Nature Genetics35, 277 - 286 (2003)
Published online: 19 October 2003; | doi:10.1038/ng1258
DNA helicase gene interaction network defined using synthetic lethality analyzed by microarray
Siew Loon Ooi1, Daniel D Shoemaker2
& Jef D Boeke1
1
Department of Molecular Biology & Genetics, The Johns Hopkins University School of Medicine, 617 Hunterian Building, 725 North Wolfe Street, Baltimore, Maryland 21205, USA.
2
Merck & Company Inc., 3535 General Atomics Court, San Diego, California 92121, USA.
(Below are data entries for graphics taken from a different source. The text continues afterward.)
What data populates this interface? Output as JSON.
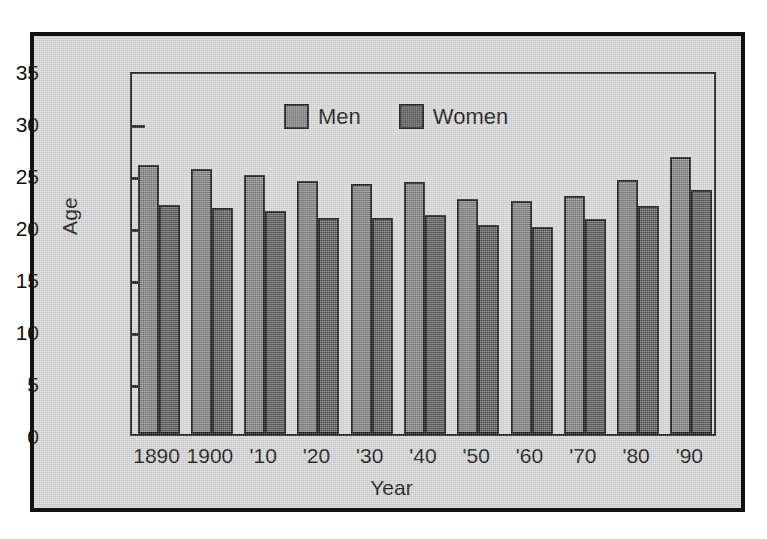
{
  "chart_data": {
    "type": "bar",
    "title": "",
    "xlabel": "Year",
    "ylabel": "Age",
    "ylim": [
      0,
      35
    ],
    "ytick_step": 5,
    "yticks": [
      0,
      5,
      10,
      15,
      20,
      25,
      30,
      35
    ],
    "grid": false,
    "legend_position": "top-center",
    "categories": [
      "1890",
      "1900",
      "'10",
      "'20",
      "'30",
      "'40",
      "'50",
      "'60",
      "'70",
      "'80",
      "'90"
    ],
    "series": [
      {
        "name": "Men",
        "color": "#7e7e7e",
        "values": [
          25.9,
          25.5,
          24.9,
          24.3,
          24.0,
          24.2,
          22.6,
          22.4,
          22.9,
          24.4,
          26.6
        ]
      },
      {
        "name": "Women",
        "color": "#565656",
        "values": [
          22.0,
          21.7,
          21.4,
          20.8,
          20.8,
          21.1,
          20.1,
          19.9,
          20.7,
          21.9,
          23.5
        ]
      }
    ]
  },
  "axes": {
    "y_title": "Age",
    "x_title": "Year"
  },
  "legend": {
    "entries": [
      {
        "label": "Men",
        "swatch": "men"
      },
      {
        "label": "Women",
        "swatch": "women"
      }
    ]
  }
}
Correspondence should be addressed to Jef D Boeke jboeke@jhmi.edu
We describe a new synthetic lethality analysis by microarray (SLAM) technique that uses 4,600 Saccharomyces cerevisiae haploid deletion mutants with molecular 'bar codes' (TAGs). We used SGS1 and SRS2, two 3'5' DNA helicase genes, as 'queries' to identify their redundant and unique biological functions. We introduced these 'query mutations' into a haploid deletion pool by integrative transformation to disrupt the query gene in every cell, generating a double mutant pool. Optimization of integrative transformation efficiency was essential to the success of SLAM. Synthetic interactions defined a DNA helicase genetic network and predicted a role for SRS2 in processing damaged replication forks but, unlike SGS1, not in rDNA replication, DNA topology or lagging strand synthesis. SGS1 and SRS2 have synthetic defects with MRC1 but not RAD9, suggesting that SGS1 and SRS2 function in a parallel pathway with MRC1 to transduce the DNA replication stress signal to the general DNA damage checkpoint pathway. Both helicase genes have rad51-reversible synthetic defects with 5'3' DNA helicase RRM3, suggesting that RRM3 helps prevent formation of toxic recombination intermediates. SLAM detects synthetic lethality efficiently and ranks candidate genetic interactions, making it an especially useful method.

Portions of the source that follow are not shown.